WHAT THE TASK REQUIRES:
Take every entry below and copy it out word for word.

MATERIAL SHOWN:

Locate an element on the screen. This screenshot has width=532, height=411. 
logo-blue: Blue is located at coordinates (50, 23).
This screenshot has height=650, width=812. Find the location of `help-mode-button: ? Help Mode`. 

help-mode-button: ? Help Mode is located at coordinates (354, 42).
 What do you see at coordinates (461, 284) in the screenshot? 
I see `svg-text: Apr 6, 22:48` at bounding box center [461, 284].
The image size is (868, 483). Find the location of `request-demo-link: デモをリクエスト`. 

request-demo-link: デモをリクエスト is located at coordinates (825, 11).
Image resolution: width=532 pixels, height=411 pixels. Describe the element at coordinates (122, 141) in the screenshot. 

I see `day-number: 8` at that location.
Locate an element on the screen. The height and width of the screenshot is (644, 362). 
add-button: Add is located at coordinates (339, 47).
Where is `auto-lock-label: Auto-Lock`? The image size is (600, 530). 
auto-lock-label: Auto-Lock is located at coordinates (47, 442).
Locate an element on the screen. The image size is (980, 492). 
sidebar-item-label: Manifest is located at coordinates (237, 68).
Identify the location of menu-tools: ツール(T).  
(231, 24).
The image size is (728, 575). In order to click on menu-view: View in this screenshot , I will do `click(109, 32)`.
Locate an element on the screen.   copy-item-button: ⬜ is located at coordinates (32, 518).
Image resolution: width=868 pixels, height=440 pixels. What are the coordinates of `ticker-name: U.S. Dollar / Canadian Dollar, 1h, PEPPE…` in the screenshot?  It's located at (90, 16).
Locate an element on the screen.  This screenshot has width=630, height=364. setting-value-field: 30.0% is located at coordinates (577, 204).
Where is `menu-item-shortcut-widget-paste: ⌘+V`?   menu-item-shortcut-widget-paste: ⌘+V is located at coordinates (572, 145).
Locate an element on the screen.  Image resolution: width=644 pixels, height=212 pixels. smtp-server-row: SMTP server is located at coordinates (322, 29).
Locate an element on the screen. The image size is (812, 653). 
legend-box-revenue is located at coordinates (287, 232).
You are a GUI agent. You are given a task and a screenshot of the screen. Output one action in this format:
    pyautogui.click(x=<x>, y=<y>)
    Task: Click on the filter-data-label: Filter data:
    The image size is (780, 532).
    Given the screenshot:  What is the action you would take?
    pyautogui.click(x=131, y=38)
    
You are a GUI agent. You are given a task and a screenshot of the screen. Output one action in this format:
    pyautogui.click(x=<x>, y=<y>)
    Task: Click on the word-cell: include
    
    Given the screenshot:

TASK OUTPUT:
Locate an element on the screen. This screenshot has width=532, height=411. 
logo-blue: Blue is located at coordinates (50, 23).
This screenshot has height=650, width=812. Find the location of `help-mode-button: ? Help Mode`. 

help-mode-button: ? Help Mode is located at coordinates (354, 42).
 What do you see at coordinates (461, 284) in the screenshot? 
I see `svg-text: Apr 6, 22:48` at bounding box center [461, 284].
The image size is (868, 483). Find the location of `request-demo-link: デモをリクエスト`. 

request-demo-link: デモをリクエスト is located at coordinates (825, 11).
Image resolution: width=532 pixels, height=411 pixels. Describe the element at coordinates (122, 141) in the screenshot. 

I see `day-number: 8` at that location.
Locate an element on the screen. The height and width of the screenshot is (644, 362). 
add-button: Add is located at coordinates (339, 47).
Where is `auto-lock-label: Auto-Lock`? The image size is (600, 530). 
auto-lock-label: Auto-Lock is located at coordinates (47, 442).
Locate an element on the screen. The image size is (980, 492). 
sidebar-item-label: Manifest is located at coordinates (237, 68).
Identify the location of menu-tools: ツール(T).  
(231, 24).
The image size is (728, 575). In order to click on menu-view: View in this screenshot , I will do `click(109, 32)`.
Locate an element on the screen.   copy-item-button: ⬜ is located at coordinates (32, 518).
Image resolution: width=868 pixels, height=440 pixels. What are the coordinates of `ticker-name: U.S. Dollar / Canadian Dollar, 1h, PEPPE…` in the screenshot?  It's located at (90, 16).
Locate an element on the screen.  This screenshot has width=630, height=364. setting-value-field: 30.0% is located at coordinates (577, 204).
Where is `menu-item-shortcut-widget-paste: ⌘+V`?   menu-item-shortcut-widget-paste: ⌘+V is located at coordinates (572, 145).
Locate an element on the screen.  Image resolution: width=644 pixels, height=212 pixels. smtp-server-row: SMTP server is located at coordinates (322, 29).
Locate an element on the screen. The image size is (812, 653). 
legend-box-revenue is located at coordinates (287, 232).
You are a GUI agent. You are given a task and a screenshot of the screen. Output one action in this format:
    pyautogui.click(x=<x>, y=<y>)
    Task: Click on the filter-data-label: Filter data:
    The image size is (780, 532).
    Given the screenshot:  What is the action you would take?
    pyautogui.click(x=131, y=38)
    
You are a GUI agent. You are given a task and a screenshot of the screen. Output one action in this format:
    pyautogui.click(x=<x>, y=<y>)
    Task: Click on the word-cell: include
    
    Given the screenshot:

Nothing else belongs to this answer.